Attendees, including EPSCoR program director Sian Mooney, reviewed progress on the installation of fiber optic cable for the regional network, cyber-enabled research, workforce development and diversity, external engagement and sustainability.

Successful collaborations among NECC institutions have enabled them to assemble a critical mass of faculty expertise and instrumentation for conducting large-scale research projects of national interest.

The NECC meeting participants discussed the progress made on several collaborative research programs. These include a joint project to sequence the genome of the little skate, a fish that was strategically selected for sequencing by the NIH as one of 11 non-mammalian organisms that could provide missing information to better understand the human genome.

Little skate tissue was provided by researchers in Maine, the sequencing was conducted at the DBI, and the electronic data were stored in regionally distributed data servers—one at UD's Center for Bioinformatics and Computational Biology (CBCB) and a second one at the University of Maine in Orono.

Cathy Wu, Edward G. Jefferson Chair of Bioinformatics and Computational Biology and director of the CBCB, together with colleagues from the University of Vermont and the Mount Desert Biological Laboratory in Maine, presented three hands-on seminars in Delaware and Maine, which prepared a group of researchers to conduct online gene annotation support for the project.

In a related research project, scientists analyzed the metagenomes of algal blooms such as the red tide, which have made a significant economic impact on all of the NECC states.  

A third area of cyber-based research with significant implications is the development of environmental sensors that feed into a centralized database to predict key environmental events. UD climatologist Daniel Leathers, director of UD's Delaware Environmental Monitoring and Analysis Center (DEMAC), presented Delaware's status in this area of growing importance.

Attendees also discussed opportunities for future collaborations and developed a plan to build on the accomplishments to date.  
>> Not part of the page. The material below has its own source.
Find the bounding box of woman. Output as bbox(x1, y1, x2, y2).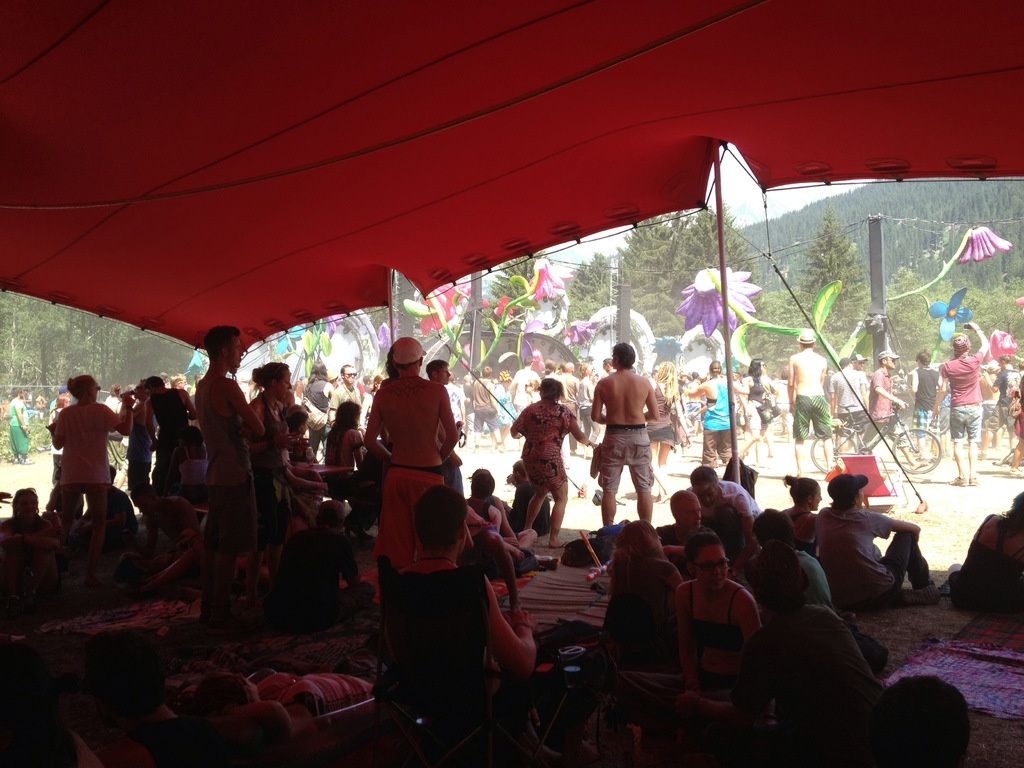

Asked for his thoughts on the consortium’s progress so far, UD’s senior associate provost for research development Karl Steiner replied, "The NECC has developed from an idea on the proverbial napkin in 2006 into a well-working, multi-state research collaboration that takes full advantage of today's cyber-based collaboration—developing and utilizing 21st century technology to interact and solve today's pressing scientific challenges. I could not be more thrilled with this team and the impact of the science that we can conduct together."